The reunion was a surprise for Voris but a very welcome one. Both men fell back into a comfortable friendship, although Voris said that Wolf was “no longer the skinny, young, tow-headed kid” he remembered. Wolf recalls last seeing Voris stepping off a cable car in San Francisco after their tour had ended. Although he has not kept in touch with many war-time friends, Wolf says he still feels close to Voris and the other men with whom he served during World War II. He quotes Voris as saying, “Bonding depends on the amount of risk” you experience with someone. As Voris pointed out, “(Wolf) saved my life more than once, and I saved his.” It’s hard to be closer to someone than to put your life in their hands and ask them to put their life in yours.

After the two men spent time catching up, it was time for the “First Blue” program. Rather than allowing Wolf to be merely a spectator, museum public programs coordinator Harold Rubin pulled an extra chair on stage, and the capacity crowd in the museum’s William M. Allen Theater was treated to the story of the first Blue Angel by one of the men who knew his flying best.

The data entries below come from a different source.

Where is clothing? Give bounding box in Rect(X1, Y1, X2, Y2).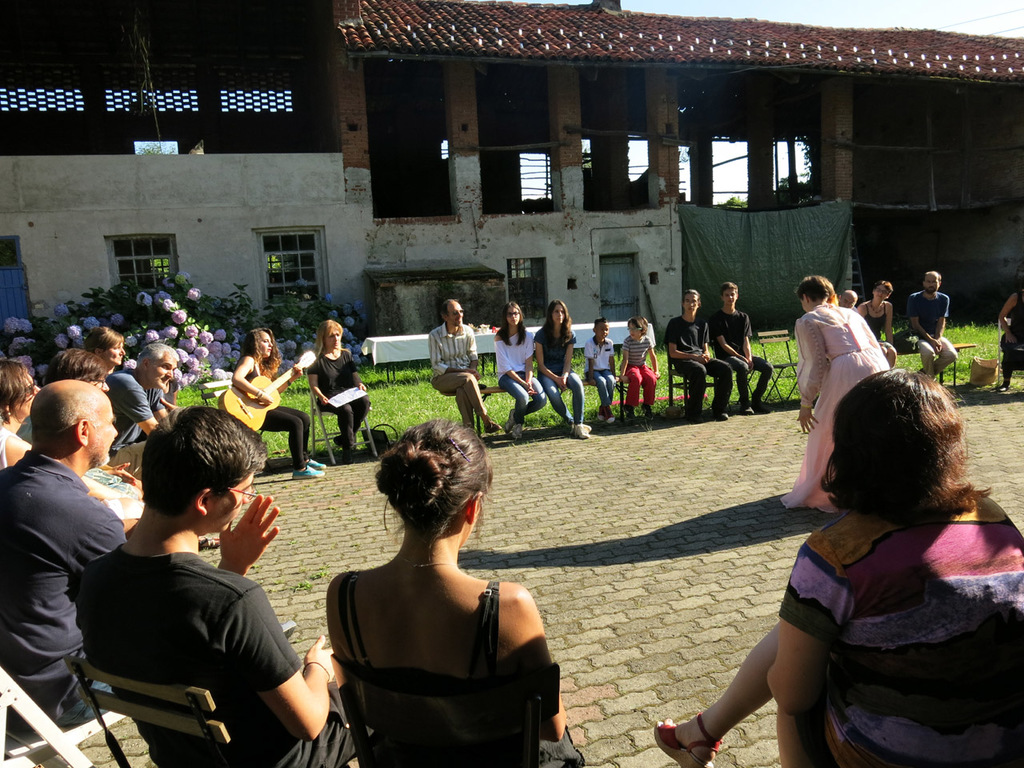
Rect(854, 298, 892, 346).
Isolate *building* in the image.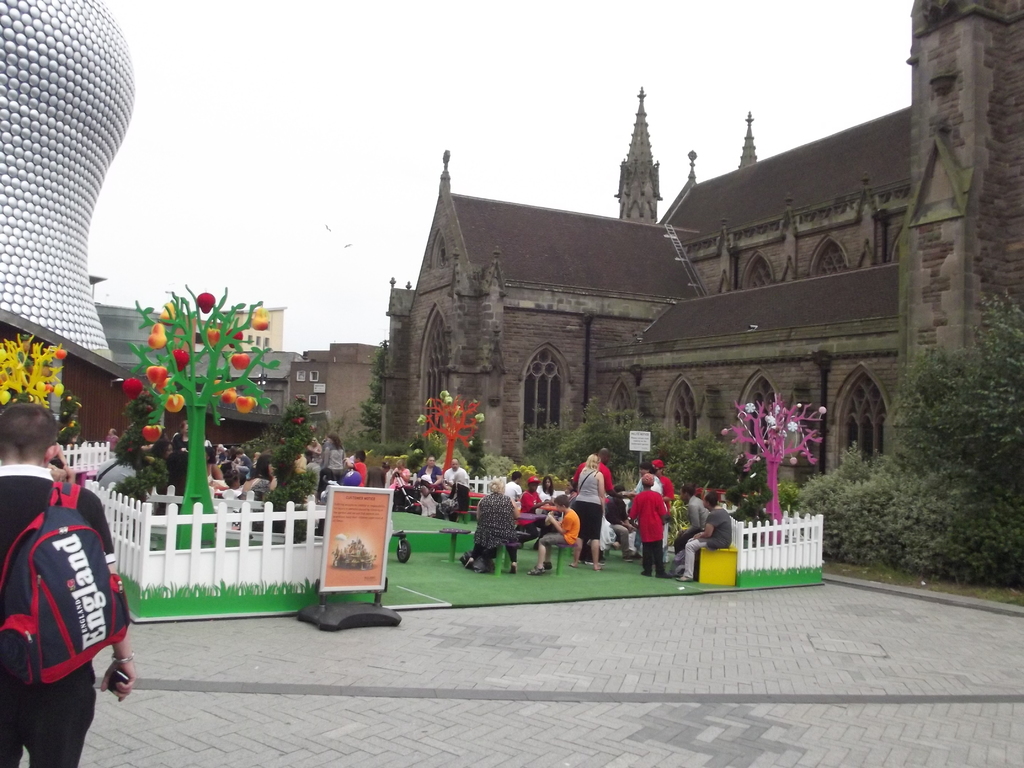
Isolated region: left=370, top=0, right=1023, bottom=590.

Both men were excited about the reunion. Voris doesn’t hesitate to call it the highlight of his trip to Seattle.

“After sixty years, there are fewer and fewer of us around,” he adds.

Wolf admits that he was never much of a joiner and, because he didn’t stay in the Navy after his tour of duty, he lost touch with most of his friends from VF-2. Thanks to this reunion at the museum, however, Wolf has joined the American Fighter Aces Association (of which Voris was already a member), which will allow him to stay better connected with his compatriots of six decades ago. As the museum is the national headquarters of the AFAA, you can be sure that we’ll try to persuade Mike Wolf to come back soon to share his own fascinating stories with our visitors.

It may have started as just another day at The Museum of Flight, but for two fighter aces, that rainy Saturday in January turned out to be one neither they nor the museum audience will ever forget.